Some political implications of modern folk sports showed when the Soviet

Union broke down around 1989/91 under the pressure of democratic movements and

ethnic nationalism. Folk sports, which had been repressed in the Soviet era, were revived

in many parts of the former empire. The Kasakh New Year’s festivity nauryz reappeared with its dances and games. Mongolians returned in the sign of Genghis Khan to ancient festivities with nomad equestrianism, belt wrestling, and bow and arrow. Tatars helt their spring time holiday sabantuy again, with belt wrestling korash in its center. The

Baltic peoples assembled at large song festivals. Inuit people from Siberia and Alaska met in drum dance and winter festivity kivgiq.

In post-Franco Spain, too, folk sports accompanied the process of democratic

federalization . In Basque country, Catalonia and on the Canary Islands, folk sports 10 became active factors in the marking of regional identity. In August 1992, the Olympic

Games of Barcelona were supplied with a festival of Spanish folk sports, showing 40 activities of force, casting, wrestling and ball game pelota. The European Traditional

Sport and Games Association was founded in 2001 as an umbrella organization for folk

sports with a regional perspective.

Nature of folk sports

Folk sports are based not on specialized disciplines and bureaucratically defined rules,

but on festival and meeting in an atmosphere of festivity.

Folk sports are connected with different kinds of cultural activities including music, group singing, dance, theater, and outdoor experiences.

The aim of folk sports is not to produce winners but to foster togetherness and

celebrate diversity and distinction.

In contrast to the rigid standardization of modern Olympic sport, folk sport

highlights both the variations among groups and the solidarity inside groups. In contrast

to the display of sameness and hierarchy, they make otherness visible.

Folk sports are linked to regional, ethnic, social, or national identities and

counteract tendencies of uniformity.

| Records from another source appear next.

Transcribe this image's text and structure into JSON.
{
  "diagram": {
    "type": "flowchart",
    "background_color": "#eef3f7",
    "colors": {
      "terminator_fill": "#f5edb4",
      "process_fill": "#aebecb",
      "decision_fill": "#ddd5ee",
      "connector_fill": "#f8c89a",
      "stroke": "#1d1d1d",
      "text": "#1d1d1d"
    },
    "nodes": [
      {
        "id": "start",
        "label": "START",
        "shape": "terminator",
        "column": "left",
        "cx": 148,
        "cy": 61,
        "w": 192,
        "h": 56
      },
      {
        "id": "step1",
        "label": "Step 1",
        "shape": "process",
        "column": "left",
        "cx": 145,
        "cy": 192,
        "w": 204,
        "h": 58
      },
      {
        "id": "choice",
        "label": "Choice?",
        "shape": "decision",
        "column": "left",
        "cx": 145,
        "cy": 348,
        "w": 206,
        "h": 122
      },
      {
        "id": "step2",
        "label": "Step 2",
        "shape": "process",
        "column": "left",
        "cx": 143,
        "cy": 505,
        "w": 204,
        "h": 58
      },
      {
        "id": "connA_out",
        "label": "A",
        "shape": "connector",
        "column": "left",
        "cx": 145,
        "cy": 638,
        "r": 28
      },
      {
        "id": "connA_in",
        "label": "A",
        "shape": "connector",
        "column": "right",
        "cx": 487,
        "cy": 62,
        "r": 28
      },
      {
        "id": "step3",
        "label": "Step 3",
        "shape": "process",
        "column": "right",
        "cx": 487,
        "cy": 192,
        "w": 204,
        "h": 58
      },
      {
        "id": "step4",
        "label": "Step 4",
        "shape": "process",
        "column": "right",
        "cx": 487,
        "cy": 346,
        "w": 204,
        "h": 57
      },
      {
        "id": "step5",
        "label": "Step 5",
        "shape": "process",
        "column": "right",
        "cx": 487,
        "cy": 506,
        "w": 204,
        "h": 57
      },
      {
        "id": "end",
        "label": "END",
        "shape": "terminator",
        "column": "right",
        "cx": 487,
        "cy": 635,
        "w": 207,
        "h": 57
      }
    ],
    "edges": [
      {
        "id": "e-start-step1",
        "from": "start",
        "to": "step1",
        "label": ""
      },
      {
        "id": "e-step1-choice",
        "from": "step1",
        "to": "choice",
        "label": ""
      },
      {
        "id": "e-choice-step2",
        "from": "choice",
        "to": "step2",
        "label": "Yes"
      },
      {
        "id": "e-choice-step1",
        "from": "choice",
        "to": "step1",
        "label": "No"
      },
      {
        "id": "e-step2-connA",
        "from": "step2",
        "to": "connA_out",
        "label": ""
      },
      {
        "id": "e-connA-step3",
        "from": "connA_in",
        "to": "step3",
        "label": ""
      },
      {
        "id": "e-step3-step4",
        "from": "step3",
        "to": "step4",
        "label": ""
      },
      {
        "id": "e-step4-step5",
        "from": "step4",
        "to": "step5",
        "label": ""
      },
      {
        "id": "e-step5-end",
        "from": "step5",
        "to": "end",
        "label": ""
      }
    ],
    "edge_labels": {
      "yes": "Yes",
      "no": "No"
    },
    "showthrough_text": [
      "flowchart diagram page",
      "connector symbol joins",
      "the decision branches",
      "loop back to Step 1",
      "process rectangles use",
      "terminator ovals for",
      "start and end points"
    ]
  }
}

They oppose a “folk” view from below to

colonization from above.

However, folk sports in their past and current manifestations are not independent

from mainstream tendencies. They are often subjected to instrumental use, whether for

sportive, educational, or folkloristic and tourist aims.

Tendencies inside folk sports are working for their integration into the systems of

11 competitive sports. Among the so-called Non-Olympic sports, which hold their own

competitions especially in China and Russia, there are many folk sports. Some of their

organizations – as the International Federation (TWIF) – strive for Olympic

recognition by transforming classic folk sports like tug-of-war into a standardized sport

of achievement. (Tug-of-war was in fact on the Olympic program from 1900 to 1920.)

The Olympic sport system also uses folk sports for the cultural framing of competitive

events.

On the margins of mainstream sport, Sport for all movements use folk sports for

the promotion of a healthy life style. Large folk sports festivals were arranged by the

Trim & Fitness International Sport for All Association.

Others try to integrate folk sports into school education. Folk sports are regarded

as a soft way of educational sport or as tools for expressing regional identity in education.

As educational instruments, however, the games tend to loose their connection with people’s life and self-organization.

Furthermore, strategies of folklore have been directed towards folk sports.

Folkloristic sports are exhibited in connection with music and festivals, as under the

auspices of Conseil International des Organisations de Festivals de Folklore et d’Arts

Traditionnels. Folklore tends to transform folk sports into a sort of living museum. This

can favor the promotion of tourism, but weakens the connection with peoples’ social life.

And last but not least, media are more and more interested in showing folkloristic

games. Folk sports serve here as colorful elements of “postmodern” event culture.

12 Umbrella organizations

European Traditional Sport and Games Association/Association Européenne des Jeux et

Sports Traditionnels (ETSGA/AEJST): http://www.jugaje.com/

International Sport and Culture Association (ISCA): http://www.isca-web.org/

Conseil International des Organisations de Festivals de Folklore et d’Arts Traditionnels

(CIOFF): http://www.cioff.org/

International Federation of Popular Sports/Internationaler Volkssportverband (IVV): http://www.ivv.org/

Trim & Fitness International Sport for All Association (TAFISA): http://www.tafisa.net/

Henning Eichberg

Further Reading

Amador Ramirez, F. et al. (1997) eds.: Luchas, deportes de combate y juegos tradicionales. Madrid: Gymnos.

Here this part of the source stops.